The higher the group penalty, the higher the risk of creating new groups, the higher the tension, especially in the endgame, where either or both players may be forced to create new groups in the absence of growing options.
Yet more sliding: a gradual reversal of objective
The initial arguments concerning creating a new group or growing, all implicitly go from the premiss that more separate groups and thus more opportunities for growth are good. And that goes a long way, but not all the way. Reducing the number of groups, which can be done by connecting them, has two consequences:
- The options for growth are reduced by a number equal to the reduction in groups.
- The penalty is reduced with P times that number.
At some point the penalty reduction obtained by connecting will become higher than the growth potential of the individual groups. This is another 'sliding' process that should be taken into account towards the endgame: keep options to connect open and/or prevent the opponent to do so.
Finite and drawless - so who has the advantage?
Symple is a finite abstract perfect-information zero-sum game and as such completely determined. That means that the truth of any position - in this case a white win or a black win - is locked in the gametree. For all practical purposes it might as well be locked in a black hole.
Hex, without the swap rule, is a proven win for the first player. Checkers and Awari are proven draws. In Chess you can't prove anything yet, but the arguments that White has an 'advantage' are questioned by few. The truth however is that it is either a decision or a draw and no such thing as an 'advantage' exists in the game tree. Few, too, doubt that Draughts is a determined draw, although it is not proven.

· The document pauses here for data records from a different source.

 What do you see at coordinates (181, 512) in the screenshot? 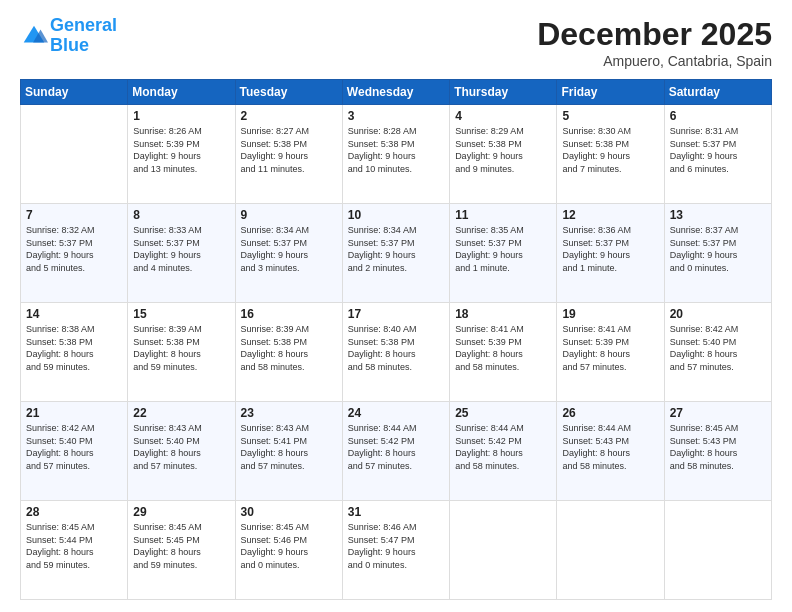
I see `day-number: 29` at bounding box center [181, 512]. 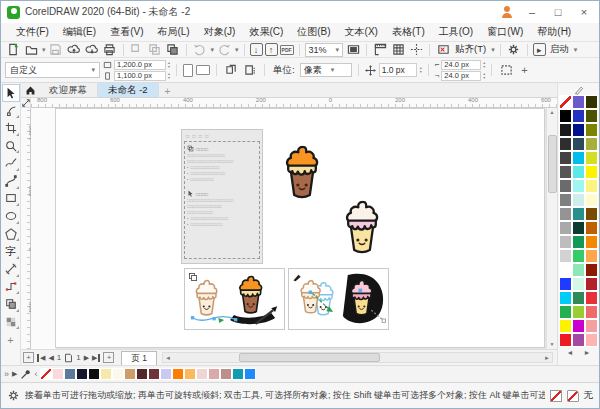 I want to click on vertical-ruler: 1,000 500 0 500, so click(x=26, y=228).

What makes Symple different is that you can't even argue one way or the other, because as long as no growth has taken place, both players have the option to trade turn order advantage against limited growth. Given the sheer size of the number of positions to consider - all possible positions up to the first player growing - there will most likely never be any extensive exploration of one particular opening.
Is Symple a programmable?
Symple's move protocol brings with it some new obstacles regarding programmability:
- The choice between placing a single stone and growing all groups doesn't align smoothly with a search based on the Monte Carlo method.
- The branch density isn't of this world. Positions would likely have to be divided in local sub-sections to counter that aspect.

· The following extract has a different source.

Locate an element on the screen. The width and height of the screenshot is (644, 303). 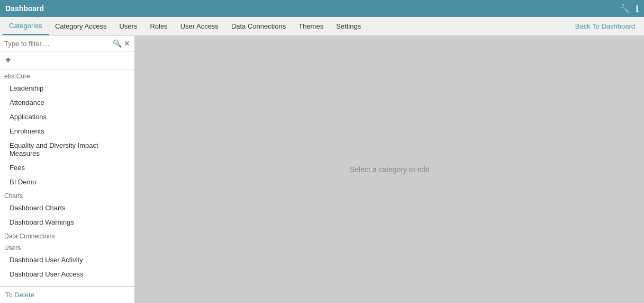
sidebar-footer: To Delete is located at coordinates (67, 295).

Regarding a deterministic approach with alpha-beta pruning, the finding of an effective evaluation that keeps the height of the penalty into account may prove no easy task. For a Monte-Carlo approach this should be less of a hurdle, but the multi move character may make the method harder to implement.
At the same time, huge advances have been made in programming abstract strategy games. New games that are made 'inherently hard to program', will be inherently hard to master for humans too. If the AI world sees a challenge worth pursuing, and it is no longer guaranteed that programming an abstract would at all qualify for that, then it will most likely succeed.